5. My last topic refers to improve instruments to strengthen the practical cooperation

We have already mentioned in the cooperation agreement the possibility to install a small coordination group in the format „3+3“. We will furthermore discuss in the bureau, if a president of a CALRE region may take a particular liaison function between the two organisations.

Ladies and Gentlemen,

the effects of the European integration process, particularly within the EU, upon local and regional self-government are very often extremely complex, intransparent and need persisting explanation. Regional parliaments have insofar an ever increasing function to play to safeguard regional interests within the further development of the European legislative framework. I am optimistic that CALRE as an institution as well as all members of regional parliaments present here in Mérida, that you will be able to develop practical solutions to improve regional self-government in the interest of all our citizens.

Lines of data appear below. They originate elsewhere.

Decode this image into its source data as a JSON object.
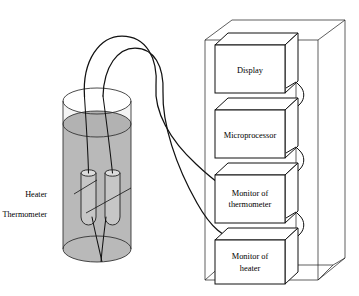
{
  "figure": {
    "background_color": "#ffffff",
    "line_color": "#111111"
  },
  "vessel": {
    "name": "transparent cylindrical vessel",
    "liquid_fill_color": "#b9b9b9",
    "probe_fill_color": "#c3c3c3",
    "glass_tint_color": "#d6d6d6"
  },
  "callouts": [
    {
      "id": "heater",
      "label": "Heater"
    },
    {
      "id": "thermometer",
      "label": "Thermometer"
    }
  ],
  "cabinet": {
    "name": "electronics cabinet",
    "frame_color": "#333333",
    "modules": [
      {
        "id": "display",
        "line1": "Display",
        "line2": ""
      },
      {
        "id": "microprocessor",
        "line1": "Microprocessor",
        "line2": ""
      },
      {
        "id": "monitor-thermometer",
        "line1": "Monitor of",
        "line2": "thermometer"
      },
      {
        "id": "monitor-heater",
        "line1": "Monitor of",
        "line2": "heater"
      }
    ]
  },
  "cables": [
    {
      "id": "thermometer-cable",
      "from": "thermometer probe",
      "to": "monitor-thermometer"
    },
    {
      "id": "heater-cable",
      "from": "heater probe",
      "to": "monitor-heater"
    }
  ]
}
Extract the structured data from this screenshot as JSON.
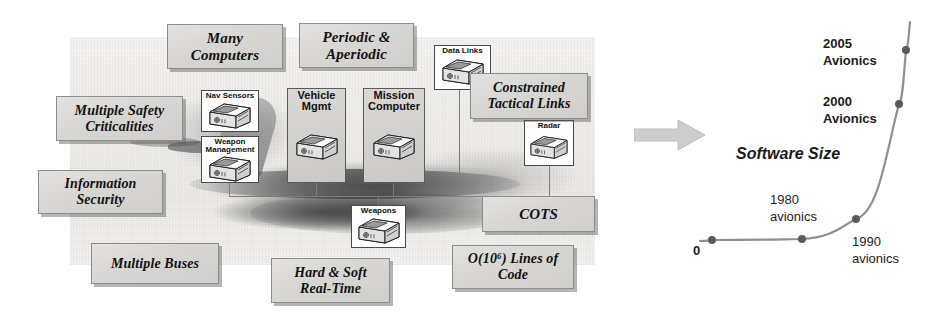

[1]  The (federal or regional) entities may exercise their powers independently and should not in theory be answerable to the higher or federal authority or to other component entities for the way in which they exercise their powers. The autonomy of the component entities is, however, liable to endanger the structure of the State. All the entities must therefore observe "federal" loyalty and, when exercising their powers and responsibilities, refrain from taking steps that can jeopardise the overall structural balance and harm the interests of other component entities.